The MBTA bus system is perfect compared to the Egged busses in Israel. Stops are not announced on the busses, so you have to know not just the street address of where you're going, but what the area looks like. Bus stops are not clearly labeled with which busses stop where, and the Egged website is really unhelpful—especially when the Trip Planner seems to be broken, because there is no other way to get the bus schedules.

All this amounts to one lost Dev. A friend from Brandeis is finishing up his time at the Conservative Yeshiva, so I went to spend time with him at Ben Yehuda. Had it not been for a friendly Israeli who heard me asking Ari about landmarks, I would have missed my stop entirely. Then, on the way back, I got on the bus in the wrong direction—because Hadassah Hospital and Hadassah University Hospital are not one and the same. I left Ben Yehuda at 9:23; I got home around 11. It was not fun, and I'm not particularly inclined to take the bus again any time soon. Then again, I'm going to have to—taxis are expensive, and there's no other way to get downtown.

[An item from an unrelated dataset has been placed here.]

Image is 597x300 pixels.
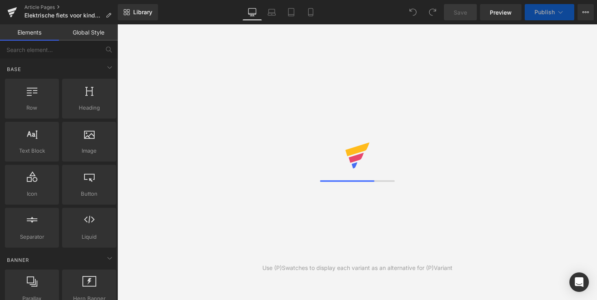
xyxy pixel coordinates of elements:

In other news, I saw my first indication of kitty hardship yesterday. I sat down on the grass with two cats after class; one a skinny tabby, one a normal-sized black & white. There was no mistaking the tabby's hardship: I could feel his ribs, there were bumps in his fur near his neck, and the fur on his back was oily. The black & white cat didn't come to me for attention as the tabby had; he lay down on the grass a few feet away. He looked like a normal, well-fed house cat at first. Yet, when he got up, I saw a big, furless red patch on his skin where he'd gotten into a fight. Neither of these cats had both full ears—come to think of it, I don't think I've seen many cats with both ears intact, period.

Ulpan has started. I'll write about that later.

04 August 2009

Arrival

I arrived in Israel yesterday, safe and sound but exhausted. The first thing I learned about Israel is exactly how informal things are; as another student put it, they basically said to us, “Great! You’re here! Now go at it.” We arrived at Hebrew University a bit before 8am; the only thing they had scheduled for us after we went through the registration process was a campus tour at 4:30 (16:30), which I slept through. Today’s a bit better: campus tour at 16:30, orientation at 17:30, shopping trip at 19:00. I wonder, though, how they’re going to orient us in an hour and a half to a whole new country. Somehow, I have a feeling that they’re going to leave us to our own devices, to figure out what stores are nearby and what interesting and exciting things are on which bus route—or even how the busses work! That’s what the madrichim are for—our Israeli RAs—but sometimes “just down the street” isn’t literally just down the street, and “the best place to exchange your money is the postal bank” doesn’t necessarily mean the people at the post office will know what you’re talking about.

I seem to have beaten the jetlag. I’m not sure what my body feels like right now, but I think it’s closest to “I just woke up at 7am and am still tired” than anything else—which is exactly where I want it to be. Minus the whole awake-at-7am part, of course. Maybe I’ll take a nap later; there’s only so much time that unpacking can fill, and I’m hesitant to wander around on my own, even with a map.

People say the cats are like squirrels here, and they weren’t exaggerating; they’re everywhere. (Story is that when the Russian immigrants got here they brought cats into the city to get rid of the rats, and they brought just a few too many cats.) I can’t adopt one because we’re not allowed to have pets in the dorm, but maybe I’ll make friends with one or two. There’s one cat that was hanging around the Social Sciences building yesterday who looks like a long-haired version of my friend’s cat Winkie, and I sorta fell in love. So cute; so friendly! My first kitty friend.

I have yet to meet many (any) students other than those who were on my flight with me. I don’t know if it’s because I’m antisocial, because I was absolutely dead yesterday, or whether it’s because most students are arriving today. It’s probably a mix of all three, but I refuse to generalize about my classmates based on meeting only six of them.

More updates to come. This is just the beginning.